Now, let's discuss pipes. Besides redirecting a command's default input and output streams, stdin, stdout, and stderr, to files, we can also use the concept of shell pipes to get one command output as the input for another command. There are no limits to this system and it's very easy to build multi-command chains to answer very complex questions for you. As mentioned previously, this shell feature lets you create very powerful command pipelines and workflows for creating custom tailored solutions for all kinds of Linux command-line work, and to answer very complex questions for you.
To chain commands together, which means to use stdout from the first command as stdin to the next command, we use the vertical bar symbol [|] on our keyboard, which in Linux is called the pipe symbol. For example, if you've got a very long directory content list that you want to read without scrolling through the Terminal window forever, you can use the pipe to output the directory content from the ls command, not on the screen, but directly as input for the file viewer, as we learned before.

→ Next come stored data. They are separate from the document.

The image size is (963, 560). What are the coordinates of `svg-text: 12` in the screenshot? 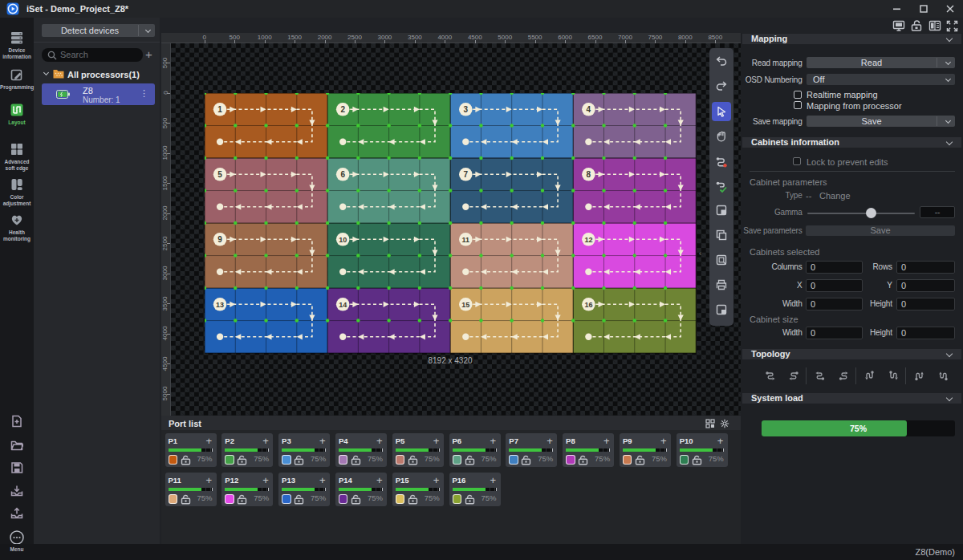 It's located at (588, 240).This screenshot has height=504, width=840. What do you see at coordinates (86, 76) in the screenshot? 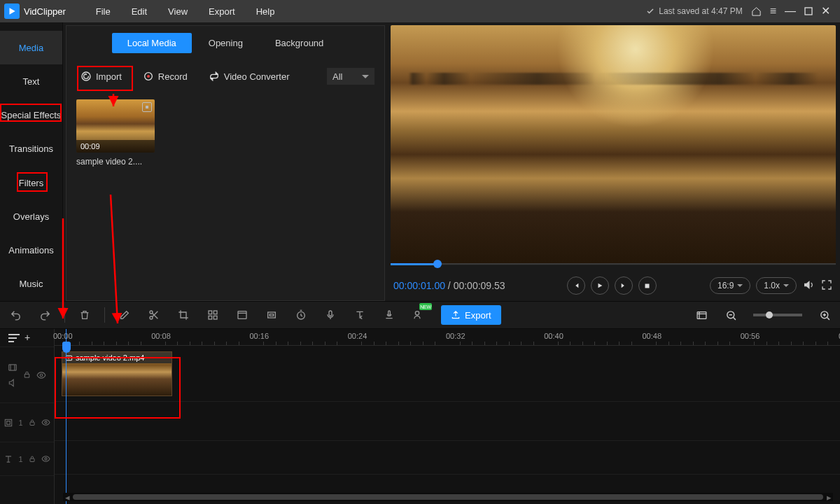
I see `import-icon` at bounding box center [86, 76].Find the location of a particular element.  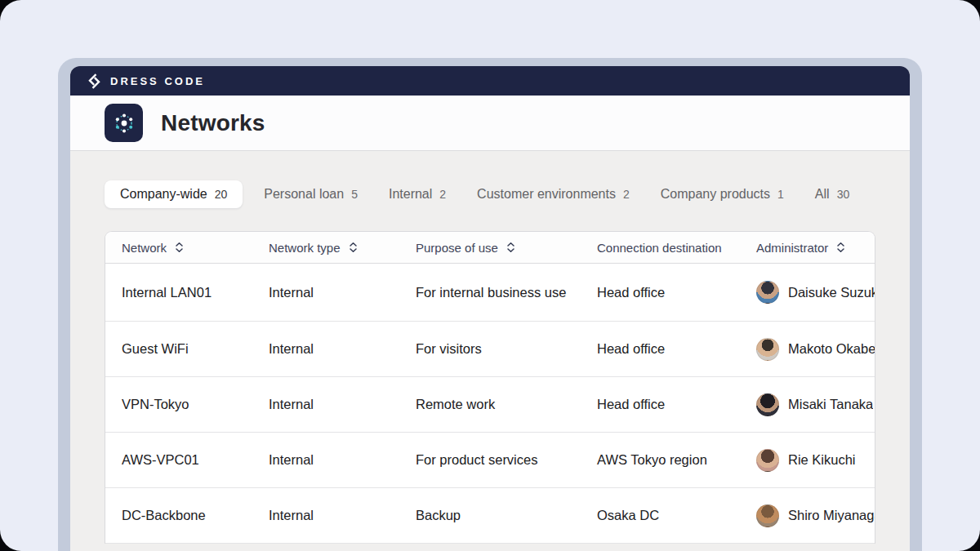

Often, pipes are used to avoid intermediate result files and are more efficient without them. The use cases for this are endless, for example, if we got a file with unsorted names of people in it, we could sort them using cat names.txt | sort:
You can also get a list of all the unique names in this file. We will use the unique command to do so, which only works on a sorted list. So, we need to sort using cat names.text | sort | uniq:
You can also count the number of unique lines using the word count command-line tool using cat names.text | sort | uniq | wc:
There are quite a few unique names in this file. The sky's the limit when it comes to pipe examples, and there are just too many examples. Ideally, this should be run with the root user account. Please ignore the errors. The following screenshot shows the core summary of the filesystem:
Also, another useful pipe command is to print out the used files in a directory. If you are using a Windows system, you may know of a utility called ZIP, which compresses files. On Linux, you can do something very similar, but here we need two tools to work together. For compression, we use the gzip tool. Because gzip can only work on single files, we first need to create an archive that will concatenate multiple files to a single file. For archiving, we use the tar command. So, to create a compressed archive of your home directory in the /tmp directory, first create an archive of your home directory using the tar command: tar -cv /home/olip/ | gzip. The archive will be output to the stdout stream, so we pipe it into the gzip command as stdin. As gzip itself outputs the compressed file to stdout, we will redirect it to a file. The result of the compression versus the uncompressed data amount is as follows:
A lot more piping examples will be shown throughout this book. If you redirect stdout or stderr into a file, normally the file will be erased if it already exists, or a new file will be created before any content is written to it. So as not to delete a file, but append the content instead, use the greater than sign. For example, to create a new output file, execute the command shown in the following screenshot:
Now, to append the string, Hello World, to the output file, we will use the greater than sign. This will not delete the file's content when we start to redirect content to it. Instead, it will append the content to the end of the file. As said before, pipes are one of the most important concepts of the shell and it is so much fun working with them.